Our Success in Figures
Why Field Test?
Compostable packaging can play an important role in carrying food scraps into compost piles when included as part of a food scrap collection system.
Best Management Practices over time clearly suggest that going “all compostable” (not mixing recyclable and compostables, except for cans and bottles) within public collection areas create the best results for shipping clean materials to the receiving sites. See links below to case studies and waste audits commissioned by NatureWorks and performed by CMA.
Traditional practices for defining what is compostable have been to conduct ASTM D6400 and D6868 lab tests to show the materials used are safe in compost, will break down successfully into biomass and water (versus fragment), and will disintegrate adequately when processed in an industrial compost manufacturing system.

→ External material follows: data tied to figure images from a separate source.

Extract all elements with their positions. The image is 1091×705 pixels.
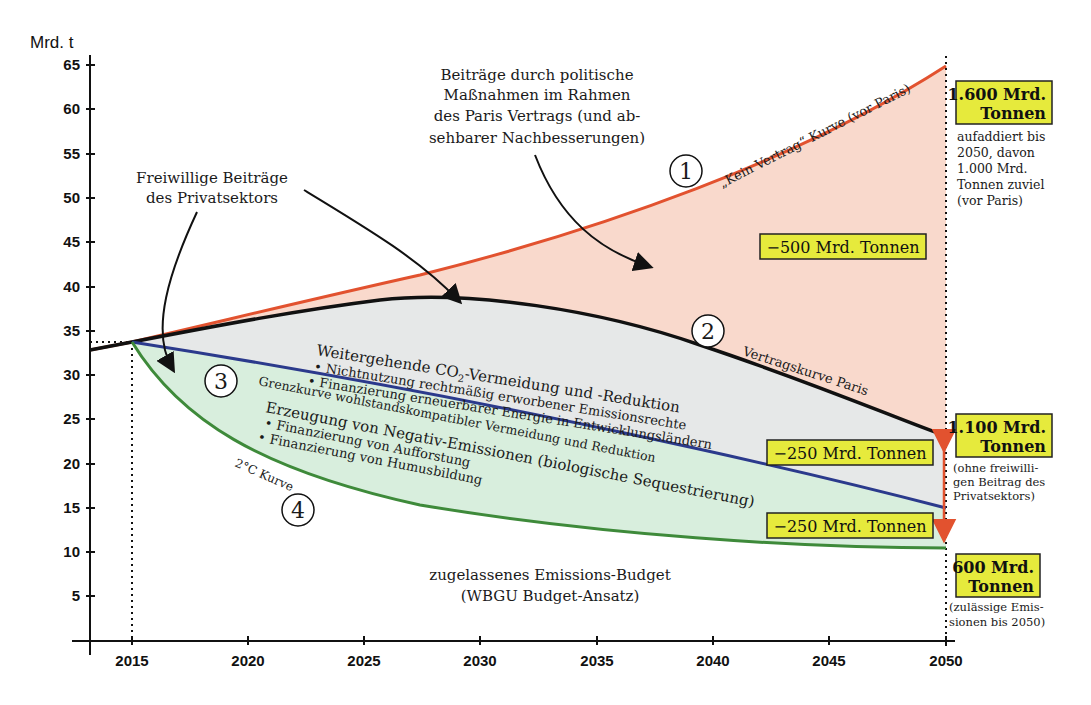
svg-text:30: 30 [63, 366, 80, 383]
svg-text:2030: 2030 [463, 652, 496, 669]
svg-text:20: 20 [63, 455, 80, 472]
box-1600: 1.600 Mrd. Tonnen [947, 81, 1052, 124]
note-600: (zulässige Emis- sionen bis 2050) [949, 600, 1045, 629]
svg-text:1: 1 [679, 159, 693, 184]
box-1100: 1.100 Mrd. Tonnen [947, 414, 1052, 457]
svg-text:2040: 2040 [696, 652, 729, 669]
svg-text:40: 40 [63, 278, 80, 295]
svg-text:1.600 Mrd.: 1.600 Mrd. [947, 85, 1046, 104]
svg-text:2050: 2050 [929, 652, 962, 669]
svg-text:45: 45 [63, 233, 80, 250]
svg-text:35: 35 [63, 322, 80, 339]
marker-1: 1 [670, 155, 702, 187]
svg-text:Freiwillige Beiträge: Freiwillige Beiträge [136, 169, 288, 187]
svg-text:1.100 Mrd.: 1.100 Mrd. [947, 418, 1046, 437]
annotation-private: Freiwillige Beiträge des Privatsektors [136, 169, 288, 207]
svg-text:(WBGU Budget-Ansatz): (WBGU Budget-Ansatz) [461, 587, 640, 605]
svg-text:sehbarer Nachbesserungen): sehbarer Nachbesserungen) [429, 129, 645, 147]
svg-text:2035: 2035 [580, 652, 613, 669]
svg-text:Tonnen: Tonnen [980, 437, 1046, 456]
marker-3: 3 [205, 365, 237, 397]
svg-text:1.000 Mrd.: 1.000 Mrd. [957, 161, 1028, 176]
svg-text:zugelassenes Emissions-Budget: zugelassenes Emissions-Budget [429, 566, 670, 584]
note-1600: aufaddiert bis 2050, davon 1.000 Mrd. To… [957, 129, 1045, 208]
svg-text:2045: 2045 [812, 652, 845, 669]
box-600: 600 Mrd. Tonnen [952, 554, 1040, 597]
svg-text:4: 4 [291, 498, 305, 523]
y-axis-label: Mrd. t [30, 33, 74, 52]
svg-text:Tonnen zuviel: Tonnen zuviel [957, 177, 1045, 192]
svg-text:3: 3 [214, 369, 228, 394]
svg-text:25: 25 [63, 410, 80, 427]
svg-text:Privatsektors): Privatsektors) [953, 489, 1035, 503]
svg-text:50: 50 [63, 189, 80, 206]
svg-text:gen Beitrag des: gen Beitrag des [953, 475, 1045, 489]
svg-text:65: 65 [63, 56, 80, 73]
svg-text:(ohne freiwilli-: (ohne freiwilli- [953, 461, 1038, 475]
svg-text:−250 Mrd. Tonnen: −250 Mrd. Tonnen [774, 517, 927, 536]
svg-text:15: 15 [63, 499, 80, 516]
svg-text:600 Mrd.: 600 Mrd. [952, 558, 1034, 577]
note-1100: (ohne freiwilli- gen Beitrag des Privats… [953, 461, 1045, 503]
box-minus250-green: −250 Mrd. Tonnen [767, 513, 933, 538]
svg-text:(zulässige Emis-: (zulässige Emis- [949, 600, 1044, 614]
marker-2: 2 [692, 315, 724, 347]
svg-text:Maßnahmen im Rahmen: Maßnahmen im Rahmen [444, 86, 631, 104]
svg-text:−250 Mrd. Tonnen: −250 Mrd. Tonnen [774, 444, 927, 463]
annotation-budget: zugelassenes Emissions-Budget (WBGU Budg… [429, 566, 670, 605]
svg-text:sionen bis 2050): sionen bis 2050) [949, 615, 1045, 629]
svg-text:des Paris Vertrags (und ab-: des Paris Vertrags (und ab- [434, 107, 641, 125]
svg-text:55: 55 [63, 145, 80, 162]
svg-text:60: 60 [63, 100, 80, 117]
marker-4: 4 [282, 494, 314, 526]
emissions-chart: Mrd. t 65 60 55 50 45 40 35 30 25 20 15 … [0, 0, 1091, 705]
box-minus250-grey: −250 Mrd. Tonnen [767, 440, 933, 465]
svg-text:−500 Mrd. Tonnen: −500 Mrd. Tonnen [767, 238, 920, 257]
svg-text:10: 10 [63, 543, 80, 560]
svg-text:aufaddiert bis: aufaddiert bis [957, 129, 1045, 144]
svg-text:2020: 2020 [231, 652, 264, 669]
annotation-paris: Beiträge durch politische Maßnahmen im R… [429, 66, 645, 147]
svg-text:2: 2 [701, 319, 715, 344]
svg-text:Tonnen: Tonnen [980, 104, 1046, 123]
svg-text:2050, davon: 2050, davon [957, 145, 1035, 160]
box-minus500: −500 Mrd. Tonnen [760, 234, 926, 259]
svg-text:2025: 2025 [347, 652, 380, 669]
svg-text:Tonnen: Tonnen [968, 577, 1034, 596]
svg-text:Beiträge durch politische: Beiträge durch politische [440, 66, 633, 84]
svg-text:(vor Paris): (vor Paris) [957, 193, 1023, 208]
svg-text:2015: 2015 [115, 652, 148, 669]
svg-text:des Privatsektors: des Privatsektors [146, 189, 278, 207]
svg-text:5: 5 [72, 587, 80, 604]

Since the ASTM standards were developed in the 1990s, composting process technologies have changed and evolved to accommodate feedstock changes with the addition of food scraps to yard waste collection both residentially and commercially. This is a benefit to the compost manufacturer as some technologies can now process materials in faster timeframes on the same land footprint. However, these differences can mean that products designed to break down in 90-180 day systems may not disintegrate adequately before being screened out, making the materials costly contaminants to the compost manufacturer that screens all inert and non-disintegrated packages and chunks that end up taking a long and expensive ride to the landfill, so everyone loses, especially the compost facility that must bear the cost for this directly.
To address this, CMA is the only North American third=party certifier that has in-house technical specialist and chemists that review the ASTM lab reports to ensure compliance with ASTM D6400/D6868, as well as field specialists that conduct field disintegration testing in covered in-vessel (CMA-I), windrow processes (CMA-W) and aerated static pile systems (CMA-A).
This two step process ensures that the lab standards are met by the product designers, and that compost manufacturing facilities can reference the proper list for their site.